U.N. Team ‘Totally Shares’ Shiite Calls For Polls

Ayatollah Sistani "is sticking to his position and we share his opinion totally because elections are the only way to bring Iraq out of the tunnel”, team leader Lakhdar Brahimi said after two hours of talks with the Shiite leader.

Lakhdar Brahimi and other members of the team traveled to Ayatollah Sistani’s heavily-guarded house in the holy city of Najaf, witnesses told Agence France-Presse (AFP).

Brahimi’s statements marks a victory for Ayatollah Sistani, who has spearheaded criticism of U.S. plans to transfer power to an unelected authority in Iraq.

The U.S. wants regional meetings to select a new government, claiming that conditions are not right for elections before the 30 June deadline for handing power over to Iraqis.

The new government is to draft a constitution – with elections postponed until at least the end of2005 .

But Ayatollah Sistani wants an interim constitution to be approved by an elected parliament. He has refused to meet U.S. officials, including the top American administrator, Paul Bremer.
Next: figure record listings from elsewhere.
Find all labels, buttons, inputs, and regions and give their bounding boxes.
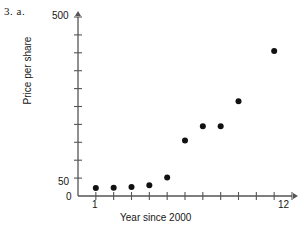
data-point	[218, 123, 224, 129]
data-point	[146, 182, 152, 188]
data-point	[93, 185, 99, 191]
data-point	[111, 185, 117, 191]
data-point	[200, 123, 206, 129]
data-point	[182, 138, 188, 144]
data-point	[129, 184, 135, 190]
data-point	[236, 98, 242, 104]
axes-group	[74, 11, 298, 200]
figure: 3. a. Price per share Year since 2000 50…	[0, 0, 305, 232]
x-axis-arrow	[293, 193, 298, 199]
scatter-plot-canvas	[0, 0, 305, 232]
data-point	[271, 48, 277, 54]
y-axis-arrow	[75, 11, 81, 16]
data-points-group	[93, 48, 277, 191]
data-point	[164, 174, 170, 180]
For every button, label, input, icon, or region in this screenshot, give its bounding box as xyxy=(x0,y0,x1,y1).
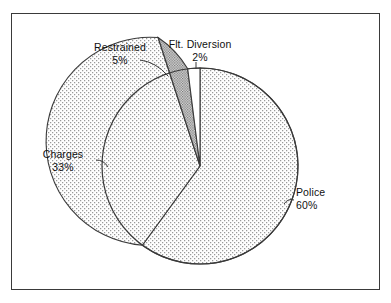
slice-label-charges-name: Charges xyxy=(28,148,98,161)
pie-chart-figure: Restrained 5% Flt. Diversion 2% Charges … xyxy=(0,0,391,303)
slice-label-police: Police 60% xyxy=(296,186,356,211)
slice-label-police-name: Police xyxy=(296,186,356,199)
slice-label-restrained-value: 5% xyxy=(82,54,158,67)
slice-label-charges: Charges 33% xyxy=(28,148,98,173)
slice-label-flt-diversion: Flt. Diversion 2% xyxy=(152,38,248,63)
slice-label-charges-value: 33% xyxy=(28,161,98,174)
slice-label-restrained: Restrained 5% xyxy=(82,41,158,66)
slice-label-flt-diversion-value: 2% xyxy=(152,51,248,64)
slice-label-flt-diversion-name: Flt. Diversion xyxy=(152,38,248,51)
slice-label-police-value: 60% xyxy=(296,199,356,212)
slice-label-restrained-name: Restrained xyxy=(82,41,158,54)
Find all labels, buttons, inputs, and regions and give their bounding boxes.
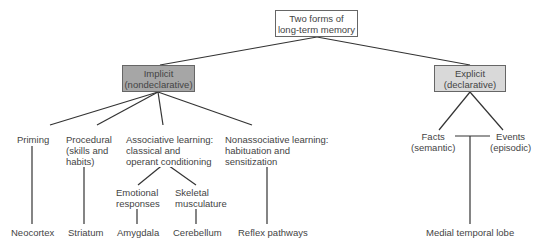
root-label: Two forms of long-term memory <box>278 13 355 35</box>
region-cerebellum: Cerebellum <box>173 227 222 238</box>
region-reflex-pathways: Reflex pathways <box>238 227 308 238</box>
facts-node: Facts (semantic) <box>411 131 455 153</box>
explicit-label: Explicit (declarative) <box>444 68 496 90</box>
associative-node: Associative learning: classical and oper… <box>126 134 213 167</box>
procedural-node: Procedural (skills and habits) <box>66 134 112 167</box>
region-neocortex: Neocortex <box>11 227 54 238</box>
implicit-label: Implicit (nondeclarative) <box>124 68 192 90</box>
region-medial-temporal-lobe: Medial temporal lobe <box>426 227 514 238</box>
emotional-node: Emotional responses <box>116 187 160 209</box>
skeletal-node: Skeletal musculature <box>175 187 227 209</box>
region-amygdala: Amygdala <box>117 227 159 238</box>
region-striatum: Striatum <box>68 227 103 238</box>
events-node: Events (episodic) <box>490 131 531 153</box>
explicit-node: Explicit (declarative) <box>434 65 506 92</box>
priming-node: Priming <box>17 134 49 145</box>
root-node: Two forms of long-term memory <box>275 10 358 37</box>
nonassociative-node: Nonassociative learning: habituation and… <box>225 134 329 167</box>
implicit-node: Implicit (nondeclarative) <box>122 65 195 92</box>
connector-lines <box>0 0 537 246</box>
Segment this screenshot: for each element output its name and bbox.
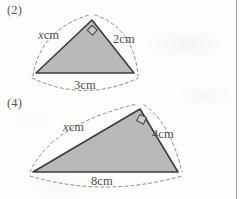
side-label-x-figure-2: xcm (38, 28, 59, 43)
side-label-2cm-figure-2: 2cm (113, 32, 135, 47)
side-label-x-figure-4: xcm (63, 120, 84, 135)
worksheet-page: (2) (4) (0, 0, 247, 199)
side-label-4cm-figure-4: 4cm (152, 127, 174, 142)
side-label-8cm-figure-4: 8cm (91, 174, 113, 189)
side-label-3cm-figure-2: 3cm (74, 78, 96, 93)
right-margin (237, 0, 247, 199)
page-vertical-rule (236, 0, 237, 199)
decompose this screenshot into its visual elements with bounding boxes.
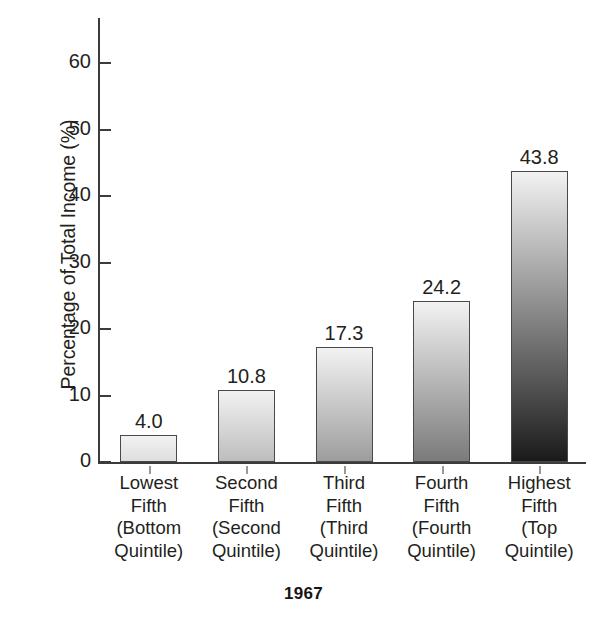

The main Shiite party has given the U.N. team a "scientific study" setting out the case for elections.

Shiites say they make up about60 % of the Iraqi population and correspondents say they want direct elections to reflect their numerical supremacy, according to the BBC News Online.

U.N. Secretary General Kofi Annan has said he hopes to announce a decision on Iraqi election plans by the end of February.

Tens of thousands of Iraqis took to the streets of the southern city of Basra last month to support of Sistani’s demand for direct elections.

And another top Shiite leader wrote to the U.S. President and British Prime Minister Tony Blair questioning their sincerity over the transfer of power to the Iraqis.

Sunni imams joined forces with Shiites in the speeches of Friday prayers in Baghdad and other Iraqi areas.